Typing is more OK than I expected, which is good. Since, you know, I’m typing.

I’m watching some big, fluffy clouds, and sometimes, when I do that, I think about how there were clouds above long before we, as a species, were here to think they look like elephants and fish or right now the inside of an alligator’s mouth.

Did the dinosaurs look up at the clouds?

Will whatever comes after there are no more people look up at the clouds?

There is so much more of time than there is of us.

It’s strange, it’s really strange, that somehow we are the species pecking away a keyboards, sitting in cars in traffic wishing we were somewhere else.

Do other animals wish that?

Besides the ones in zoos, I mean. Though not all of the ones in zoos or captivity. Sometimes that’s better than trying to be out in the wild with whatever keeps them from being released back into the wild. I’m thinking specifically of a dolphin at the Shedd aquarium, who, before the show of natural behaviors, swam in front of the kids, going up and down, so the kids said “ooh” every time they caught a glimpse.

That was a happy dolphin.

And in the time I’ve been writing, heavier clouds have rolled in, ones with dark underbellies, though I didn’t think we were expecting rain.

Sometimes I think it helps to think about how small we are in the vastness of things. We are tiny in the hugeness of the planet. And our planet is tiny and one of an infinite crowd in the expanse of the universe.

Whatever happens here, planets will be born and destroyed. Species will rise and fall. Stars burn and burn and burn.

And eventually burn out.

Reassuring or depressing, I can’t say for sure. For me, reassuring. It reminds me not to agonize over the small things.

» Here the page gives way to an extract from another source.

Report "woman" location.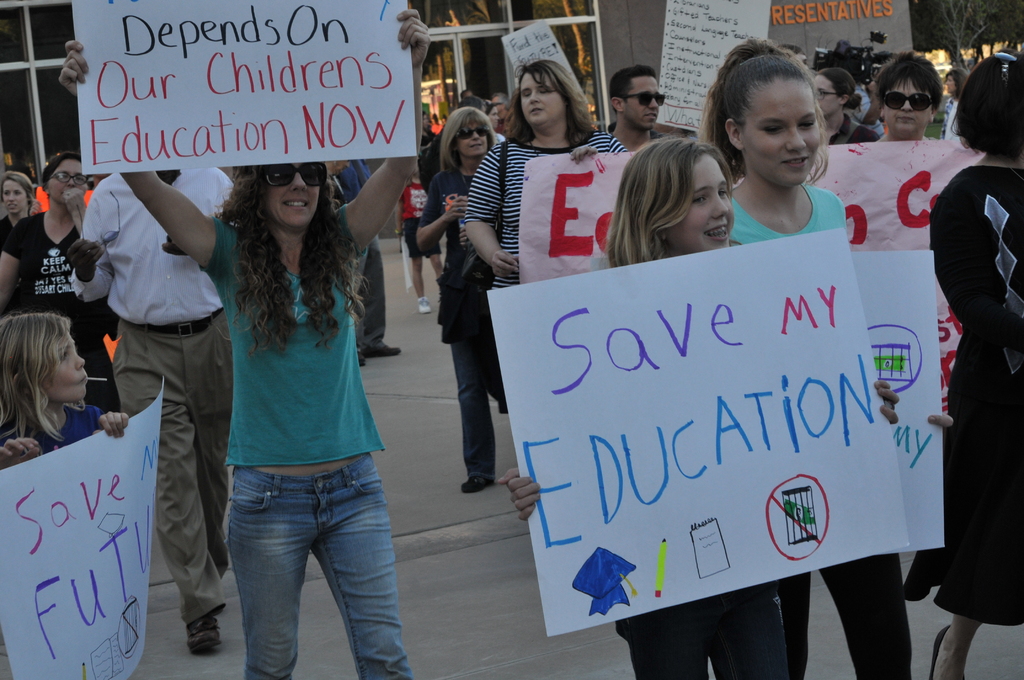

Anyway, that’s it for me today, even if I’m not sure about that sky now.

Have a great Thursday.

Buy me a cup of coffee!

Check out  my full-length novels (affiliate links): 
Aunty Ida’s Full-Service Mental Institution (by Invitation Only)   
Aunty Ida’s Holey Amazing Sleeping Preparation (Not Doctor Recommended) 
Her Cousin Much Removed
The Great Paradox and the Innies and Outies of Time Management.
And download Better Living Through GRAVY and Other Oddities, it’s quick and weird!